Choosing Africa
B. Susan Bauer
An Interview with Susan


 What were your feelings when you first went to live in Africa?

 We Americans seem to have a strong need to be liked. We are inherently friendly people and it is almost second nature for us to seek points of reference with strangers. We ask a lot of questions: Where are you from? Where have you lived? Where did you go to school? We’re always looking for something we have in common, something that will make the other person feel like less of a stranger.

 

As a brand new expatriate, I was a guest and a stranger. I believed I had very little in common with my hosts. Being a guest is tiring – and tiresome. I was always on my best behavior as I tried to find out how things were done. Inevitably, I made mistakes because I didn’t know the protocol. Sometimes, in my need to feel accepted, I found myself overlooking boorish behavior in my hosts, something I wouldn’t have done back home. “It’s their country, and I must adapt,” I kept telling myself. So I swallowed my irritation and, sometimes, my scruples. They weren’t very tasty.

 Did you ever get over the feeling of being a guest and a stranger?

People who have studied the process of acculturation will tell you that the process follows a predictable path. It isn’t long before you realize that you aren’t an adventurer in an exotic country. It hits you that you’re in this for the long haul, however long that may be. You go into a slump. And you stay there for a while. You start to realize that you will always be a stranger. You may feel depressed, even angry. The process of acculturation takes time. But, yes, you do get over it, and if you are patient with yourself and your hosts, you will emerge from the slump. That’s when you start to become productive.

 I think the key factor is trust. Your hosts need to know that you are trustworthy, that you haven’t come to exploit them. Remember, most African countries – especially a country like Namibia that endured decades of white rule under the apartheid system – know all too well what it’s like to be exploited by foreigners.
 But isn’t it also true that you have to trust your hosts?

Absolutely! And that takes time, too. I saw many missionaries, and I include myself in the group, who came to Africa with their backpacks full of “helpful” stuff. We tend to assume that the people with whom we have come to live and work are naïve, that they know nothing and are eagerly waiting to learn from us. It isn’t that we are arrogant. Most of us are really pretty humble. But we sometimes forget that the indigenous people have their own history, their own knowledge of what works and what doesn’t within their environment. We need to remind ourselves to listen to them, to learn from them. When we start to do that, we’re well on the way.

 But what about those rude, difficult people you mentioned?

Ah! There really weren’t very many of those. The overwhelming majority of Namibians I knew were kind and gracious. But there were one or two – I mention them in the book – who made life extraordinarily difficult, not just for me, but for the whole seminary. Figuring out how to deal with them and their behavior was perhaps one of the toughest things of the entire six-year experience. It very nearly had us packing our bags and booking the next flight home. None of our management skills seemed to work.

 

Politely agreeing with those individuals would have meant putting the institution on some perilous courses. Direct confrontation wasn’t really an option. Some of the expatriate lecturers tried that, but it exacerbated the situation. The problem was that everyone touted consensus as the modus operandi within the culture. Now, consensus-building is a fine theory, but what we experienced was that the difficult individuals used it as a means of bludgeoning and intimidating others until their opponents simply gave up and acquiesced.

 So, what finally happened?

Lou and I learned the limits of what we could do. We could not initiate action against those individuals, but we could support our Namibian colleagues in standing up to them. Sometimes that worked, sometimes it didn’t. Although Lou was the dean of students for four years, he really had very little authority. (Pretty tough for a man who, as a congregational pastor for over 35 years, had been used to being in charge!) What usually happened was that the majority of level-headed faculty members were able to place some restraining walls around the difficult ones so they couldn’t damage the institution too badly.

 You have written a lot about your students. They were more to you than students, weren’t they?

Yes, they were. I suppose it was partly because they called me “Meme,” which means Mommy. My own children were the ages of my African students. Perhaps I was experiencing feeling of the empty-nester. Those young Africans lacked the sophistication of American young adults, and their culture had taught them to respect their elders. It wasn’t really that I thought of myself as their parent. Perhaps “mentor” would come closer to describing the relationship.

 

Have you stayed in touch with your former students?

Yes! Thanks to the wonders of e-mail, I have maintained contact with a few of them. In fact, a few years ago one of our former students, Paul Muha, came to the USA and was a guest in our home. He preached a sermon at the church Lou was serving, and even made a guest appearance on a local TV talk show!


_ACTION ITEM_: Comb through the entries for "nPayment" and pull out each line that holds it.

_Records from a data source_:
□ □ □ □ □ □ □

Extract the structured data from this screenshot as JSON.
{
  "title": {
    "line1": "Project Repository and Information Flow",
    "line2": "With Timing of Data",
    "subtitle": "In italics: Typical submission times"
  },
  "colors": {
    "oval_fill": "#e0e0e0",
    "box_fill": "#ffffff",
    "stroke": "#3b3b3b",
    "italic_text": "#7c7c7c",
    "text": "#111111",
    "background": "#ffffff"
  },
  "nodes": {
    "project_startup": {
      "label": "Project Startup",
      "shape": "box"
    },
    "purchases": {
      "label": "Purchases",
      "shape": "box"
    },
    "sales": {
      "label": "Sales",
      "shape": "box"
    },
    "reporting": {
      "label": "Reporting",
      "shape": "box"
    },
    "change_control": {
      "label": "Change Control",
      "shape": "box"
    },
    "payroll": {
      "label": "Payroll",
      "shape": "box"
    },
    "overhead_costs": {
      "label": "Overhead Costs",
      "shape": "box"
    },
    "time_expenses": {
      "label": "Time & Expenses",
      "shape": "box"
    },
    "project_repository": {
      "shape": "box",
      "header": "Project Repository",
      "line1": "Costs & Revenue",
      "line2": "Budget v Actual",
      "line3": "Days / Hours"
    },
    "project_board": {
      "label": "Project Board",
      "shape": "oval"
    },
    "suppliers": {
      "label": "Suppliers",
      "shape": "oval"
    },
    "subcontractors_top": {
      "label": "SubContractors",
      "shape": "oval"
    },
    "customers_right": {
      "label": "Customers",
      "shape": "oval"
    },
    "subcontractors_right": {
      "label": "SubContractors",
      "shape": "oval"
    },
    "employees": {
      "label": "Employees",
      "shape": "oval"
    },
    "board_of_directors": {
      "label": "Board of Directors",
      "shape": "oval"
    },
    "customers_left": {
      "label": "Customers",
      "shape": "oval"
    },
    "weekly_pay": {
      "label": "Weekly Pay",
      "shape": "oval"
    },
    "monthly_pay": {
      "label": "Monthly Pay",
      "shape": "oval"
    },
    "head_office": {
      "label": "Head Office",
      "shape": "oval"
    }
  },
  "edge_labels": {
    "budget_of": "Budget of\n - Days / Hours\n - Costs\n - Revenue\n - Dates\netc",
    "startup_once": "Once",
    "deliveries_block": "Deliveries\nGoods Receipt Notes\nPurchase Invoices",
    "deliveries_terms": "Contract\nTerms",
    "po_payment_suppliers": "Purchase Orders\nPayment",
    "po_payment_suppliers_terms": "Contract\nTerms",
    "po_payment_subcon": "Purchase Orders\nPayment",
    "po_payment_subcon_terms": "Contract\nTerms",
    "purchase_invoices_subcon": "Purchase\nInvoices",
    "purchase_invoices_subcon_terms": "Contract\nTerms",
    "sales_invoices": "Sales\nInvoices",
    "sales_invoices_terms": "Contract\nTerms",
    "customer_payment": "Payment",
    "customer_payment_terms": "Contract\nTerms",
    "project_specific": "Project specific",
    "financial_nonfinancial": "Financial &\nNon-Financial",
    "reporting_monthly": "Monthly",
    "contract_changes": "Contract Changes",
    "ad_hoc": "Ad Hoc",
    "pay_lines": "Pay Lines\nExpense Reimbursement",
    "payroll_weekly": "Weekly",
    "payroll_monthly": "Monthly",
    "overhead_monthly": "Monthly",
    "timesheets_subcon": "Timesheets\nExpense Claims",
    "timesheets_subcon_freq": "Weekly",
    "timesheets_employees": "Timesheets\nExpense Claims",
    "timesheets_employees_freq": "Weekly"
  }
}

□ □ □ □ □ □ □

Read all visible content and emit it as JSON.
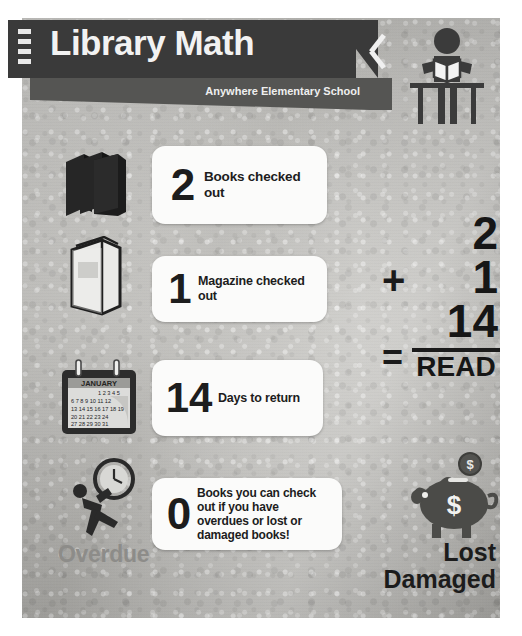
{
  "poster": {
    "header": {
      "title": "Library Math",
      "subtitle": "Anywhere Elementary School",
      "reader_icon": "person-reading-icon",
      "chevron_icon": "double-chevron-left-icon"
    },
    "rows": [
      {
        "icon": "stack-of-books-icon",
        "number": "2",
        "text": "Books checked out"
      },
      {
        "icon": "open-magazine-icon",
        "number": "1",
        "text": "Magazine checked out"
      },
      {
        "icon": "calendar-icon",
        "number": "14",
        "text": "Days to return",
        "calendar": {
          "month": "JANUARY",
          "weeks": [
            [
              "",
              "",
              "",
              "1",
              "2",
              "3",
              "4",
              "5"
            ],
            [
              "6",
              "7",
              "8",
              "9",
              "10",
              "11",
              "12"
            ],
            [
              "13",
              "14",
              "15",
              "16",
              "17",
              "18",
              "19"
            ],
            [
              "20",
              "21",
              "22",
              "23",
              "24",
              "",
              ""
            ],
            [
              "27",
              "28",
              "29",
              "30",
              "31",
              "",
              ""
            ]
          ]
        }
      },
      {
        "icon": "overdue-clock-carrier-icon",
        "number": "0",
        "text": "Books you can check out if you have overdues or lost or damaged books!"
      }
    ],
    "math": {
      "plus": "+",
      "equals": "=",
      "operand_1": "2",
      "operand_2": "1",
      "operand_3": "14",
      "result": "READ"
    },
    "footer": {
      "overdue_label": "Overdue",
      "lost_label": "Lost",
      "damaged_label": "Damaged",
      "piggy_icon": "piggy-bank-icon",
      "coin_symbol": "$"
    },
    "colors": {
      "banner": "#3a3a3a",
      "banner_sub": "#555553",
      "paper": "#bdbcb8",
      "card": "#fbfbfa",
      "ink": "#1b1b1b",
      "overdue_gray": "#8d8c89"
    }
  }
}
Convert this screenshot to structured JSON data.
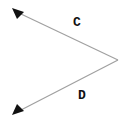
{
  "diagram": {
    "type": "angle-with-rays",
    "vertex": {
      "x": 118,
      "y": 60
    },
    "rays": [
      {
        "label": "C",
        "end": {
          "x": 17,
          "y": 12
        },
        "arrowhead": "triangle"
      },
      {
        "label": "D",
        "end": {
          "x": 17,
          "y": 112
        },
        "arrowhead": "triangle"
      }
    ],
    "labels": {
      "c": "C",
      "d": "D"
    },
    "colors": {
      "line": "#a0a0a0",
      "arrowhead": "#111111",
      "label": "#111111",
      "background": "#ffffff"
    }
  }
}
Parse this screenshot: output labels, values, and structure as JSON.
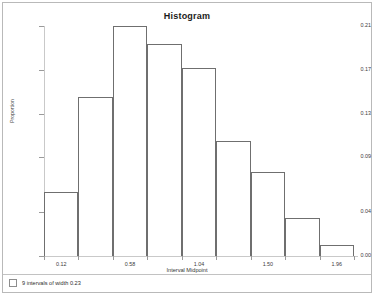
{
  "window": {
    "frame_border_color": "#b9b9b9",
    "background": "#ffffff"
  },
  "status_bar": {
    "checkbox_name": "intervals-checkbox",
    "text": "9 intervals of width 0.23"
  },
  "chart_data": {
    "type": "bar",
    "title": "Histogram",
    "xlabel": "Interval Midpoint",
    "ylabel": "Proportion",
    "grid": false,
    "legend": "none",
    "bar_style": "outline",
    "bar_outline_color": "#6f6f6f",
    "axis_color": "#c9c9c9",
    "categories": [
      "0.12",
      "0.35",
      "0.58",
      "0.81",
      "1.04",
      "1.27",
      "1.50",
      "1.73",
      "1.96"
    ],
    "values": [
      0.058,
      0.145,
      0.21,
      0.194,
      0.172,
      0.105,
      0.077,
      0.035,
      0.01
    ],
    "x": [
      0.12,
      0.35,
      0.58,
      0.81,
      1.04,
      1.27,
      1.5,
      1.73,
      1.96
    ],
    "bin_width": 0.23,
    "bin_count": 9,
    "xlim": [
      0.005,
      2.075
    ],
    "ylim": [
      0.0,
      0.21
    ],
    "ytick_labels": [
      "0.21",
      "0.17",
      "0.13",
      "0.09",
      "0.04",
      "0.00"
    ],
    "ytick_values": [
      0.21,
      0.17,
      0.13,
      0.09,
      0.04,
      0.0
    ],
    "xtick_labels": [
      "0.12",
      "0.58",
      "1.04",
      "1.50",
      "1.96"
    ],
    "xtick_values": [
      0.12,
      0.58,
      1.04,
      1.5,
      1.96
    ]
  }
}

□ □ □ □ □ □ □

_ANSWER FOR THIS EXERCISE_:
    "po_payment_suppliers": "Purchase Orders\nPayment",
    "po_payment_subcon": "Purchase Orders\nPayment",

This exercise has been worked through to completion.